Manjaro. I've never known a distro break as much as this.

I generally don't like to judge distro's, because they've all got pros and cons. With Manjaro, the pros column is pretty empty :).

[–] CrypticCoffee@lemmy.world -1 points 1 year ago

How did ee, and sh.itjust.works grow? Because they were open. You have a short memory if you don't remember how many instances closed, during API blackout.

I didn't want to pick an instance that was running on a thinkpad that would get switched off when someone got bored.

Federation was confusing for many. Many used the join Lemmy website and options that were general purpose open instances that were English speaking and open were not huge. People made decisions in a short period of time and many went with world, ee, and sh.it. It isn't baffling. It is also no shock that people set up communities where they register and may be big enough to survive. Who would create a community that disappears in 3 weeks.

You painting users as brainless sheep does nothing more than give you some feeling superiority. Maybe your fragile ego needs that. I'll help if you need it. Congratulations, you're so smart and clever. More so than most. Thanks for stepping on your soap box and imparting your wisdom/red hot takes upon us.

[–] CrypticCoffee@lemmy.world 2 points 1 year ago (2 children)

ee wasn't big originally, but it was one of the few instances that were big enough to not dissappear, run by a competent sys admin, and small enough to not be affected by the big instance performance challenges, while keep registrations open when many instances shut the door on newcomers. Basically, ee, sh.itjust.works and lemmy.world were there main options for people moving across. Their sensible stewardship has led to growth, and trust is why it has kept growing.

Federation means people can choose, and they do. It doesn't mean everything will be exactly the same size and stay small. An instance needs good sysadmin who will investigate issues an liase with dev teams to get them fixed. People will gravitate to those instances run by talented devs.

[–] CrypticCoffee@lemmy.world 5 points 1 year ago* (last edited 1 year ago)

I resurrected: Degoogle!degoogle@lemmy.ml and have been trying to grow it a bit.

It was on 3.56k subscribers and 152 active monthly users on 21/7/23. 117 posts.

Now 4.54k, 333 active monthly users, 135 posts.

Best techniques I found was reach out to larger subs in a similar area with similar interests, link to their communities in your description and ask if they could do the same to help users find what they like. Also crossposting is great from larger areas. You can see crossposts from the main post and it's easy to click and deep dive into there. Crossposting about 3 posts which resonated with the users did most of the heavy lifting.

[–] CrypticCoffee@lemmy.world 4 points 1 year ago

Be the change you want to see.

You thought they were the leaders. They're the followers, staying near the crowd.

Building communities is hard and takes time.

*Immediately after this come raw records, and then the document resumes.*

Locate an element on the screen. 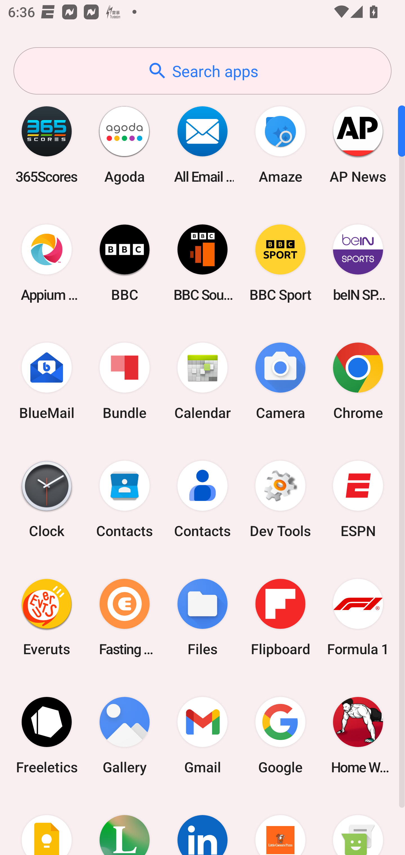  Camera is located at coordinates (280, 381).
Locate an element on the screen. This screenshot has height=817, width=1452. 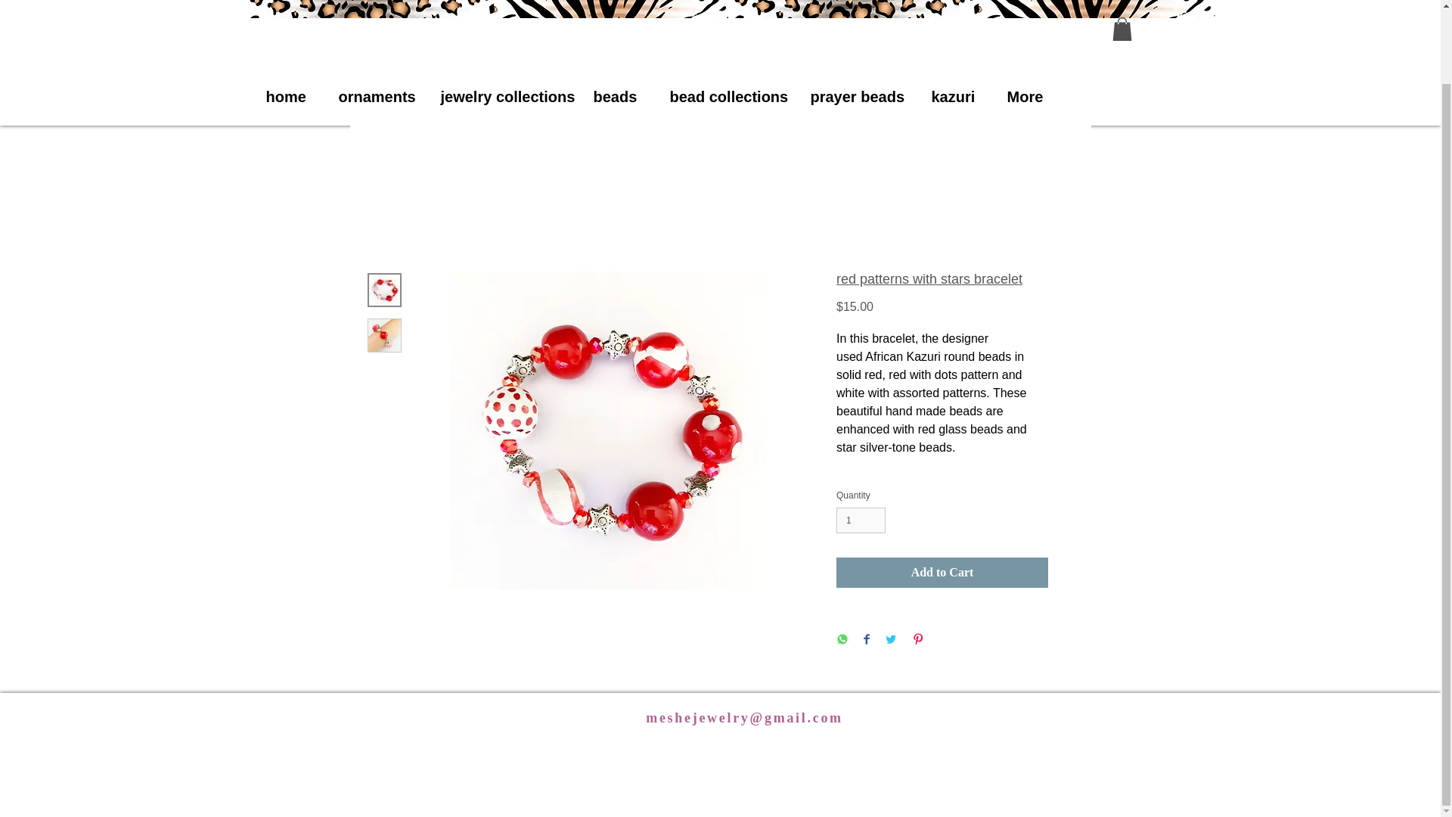
jewelry collections is located at coordinates (498, 97).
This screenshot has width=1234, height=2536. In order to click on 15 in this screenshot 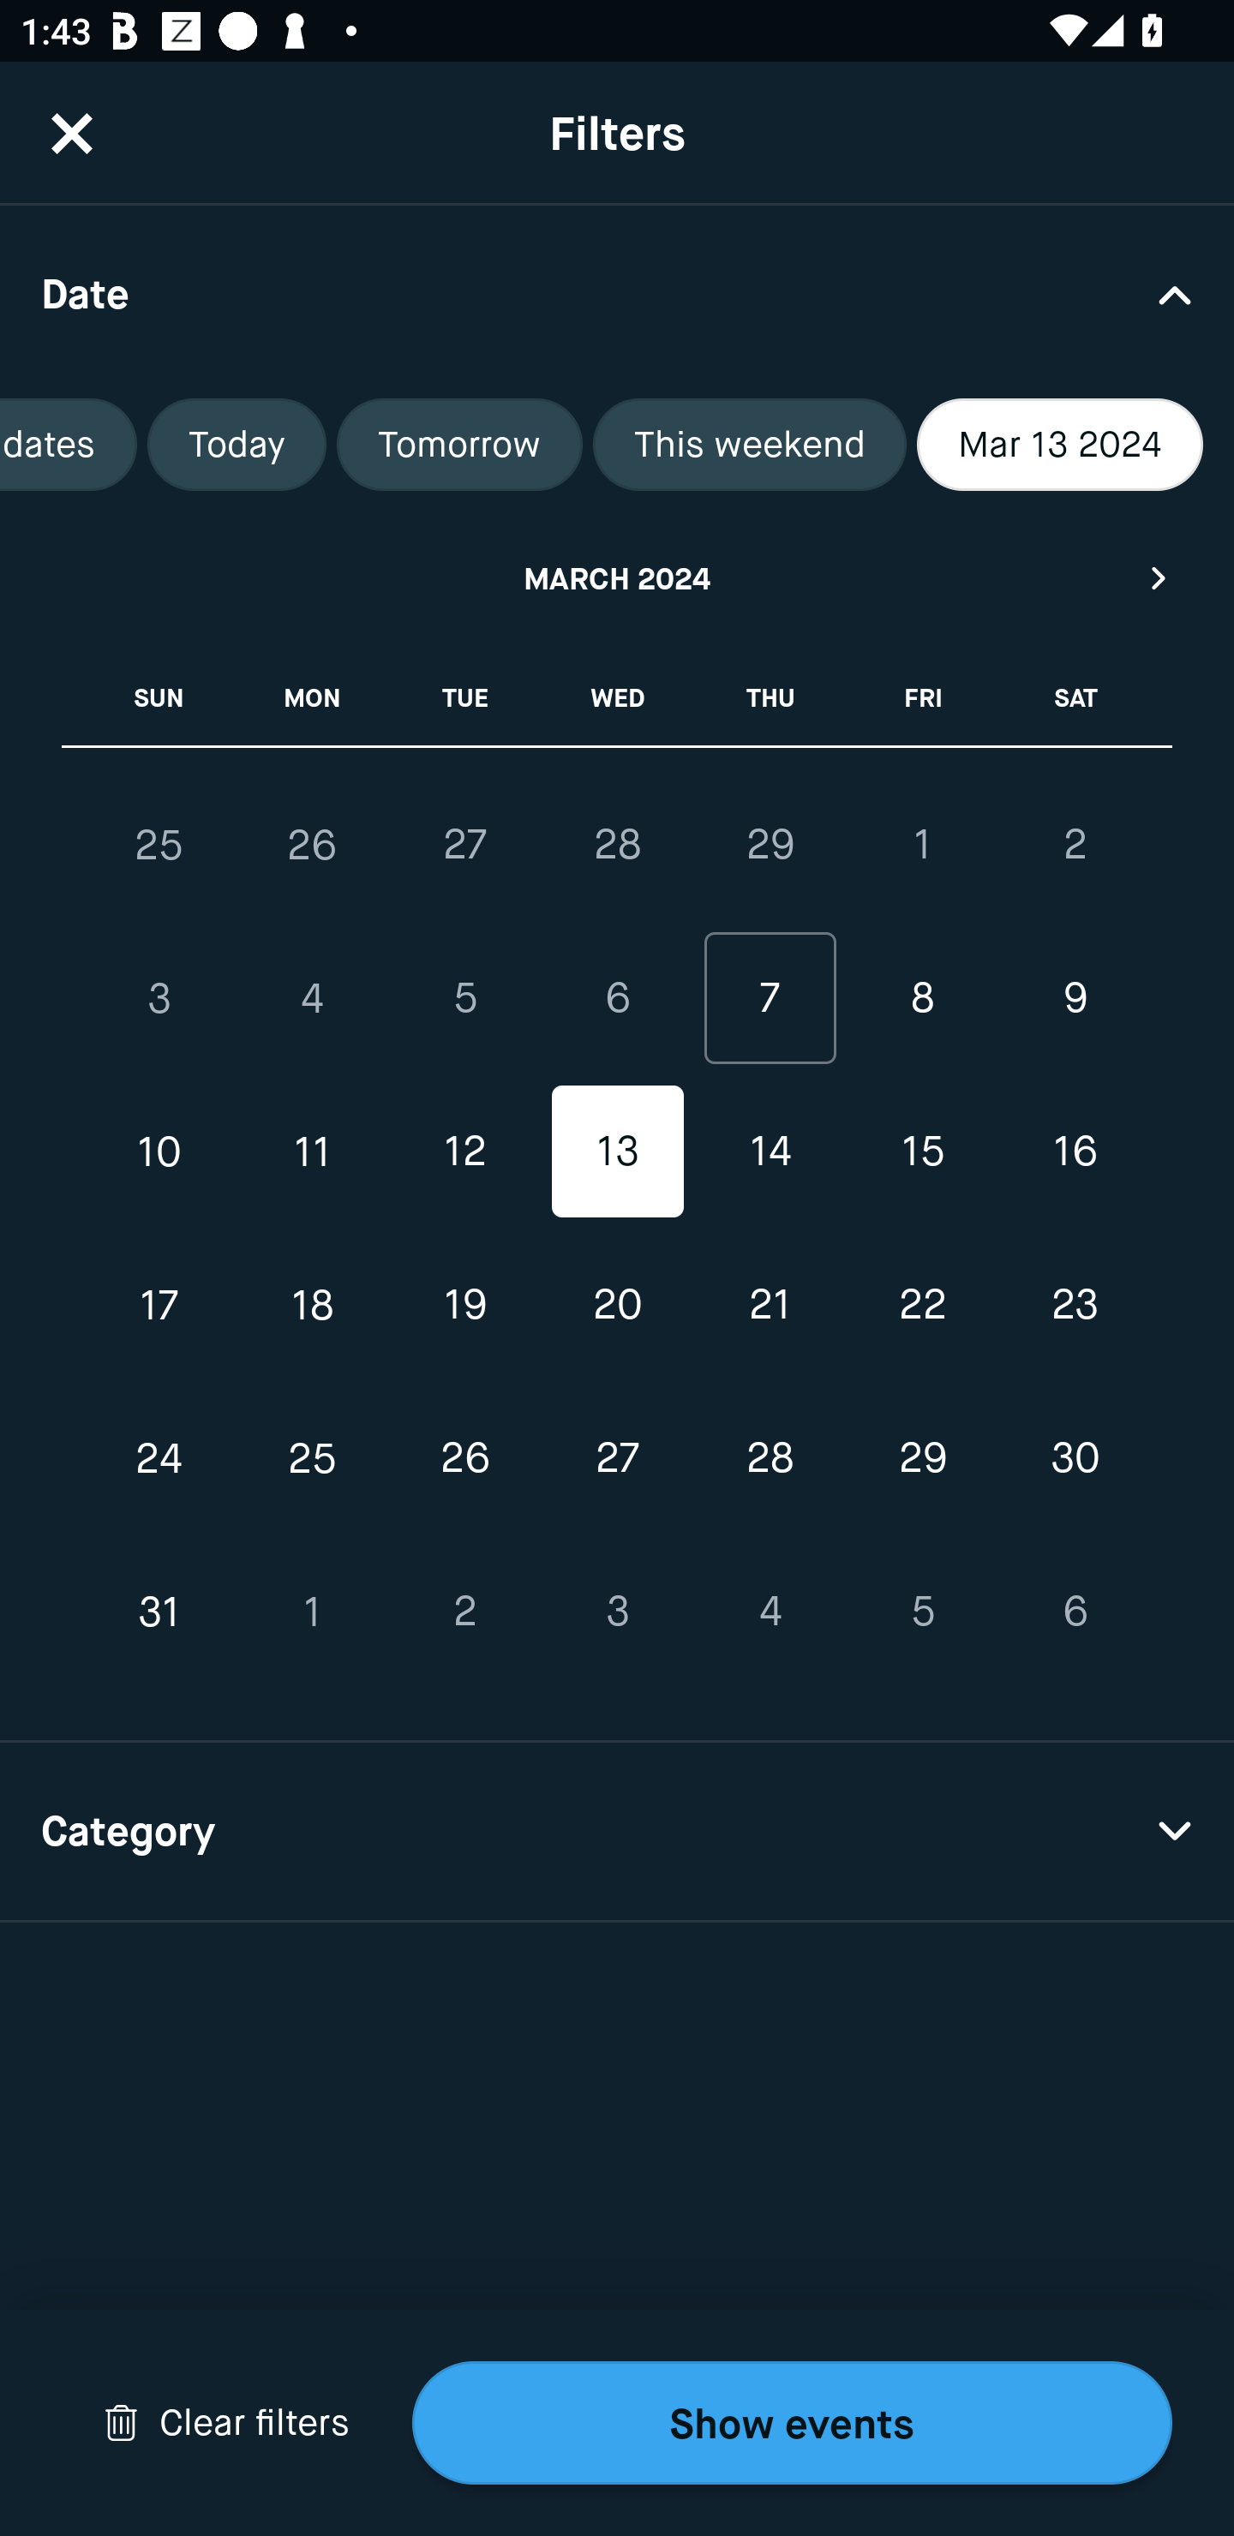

[–] CrypticCoffee@lemmy.world 1 points 1 year ago

Be the change you want to see.

You thought they were the leaders. They're the followers, staying near the crowd.

Building communities is hard and takes time.

[–] CrypticCoffee@lemmy.world 2 points 1 year ago* (last edited 1 year ago)

It had modern kernel and software. It was the reason I use it. To support newer hardware. Thus was a year ago and I've been happy since. Maybe not Manjaro not master branch untested up to date, but as good as you'll ever need.

[–] CrypticCoffee@lemmy.world 3 points 1 year ago* (last edited 1 year ago)

If you like to brag that you use Arch or Gentoo, or you like a rolling update to occasionally break your system Manjaro style do not use OpenSuse Tumbleweed. Otherwise, go ahead and enjoy. I've used for over a year without issue. It's fantastic.

[–] CrypticCoffee@lemmy.world 1 points 1 year ago* (last edited 1 year ago)

If you like to brag that you use Arch or Gentoo, or you like a rolling update to occasionally break your system Manjaro style do not use OpenSuse Tumbleweed. Otherwise, go ahead and enjoy. I've used for over a year without issue. It's fantastic.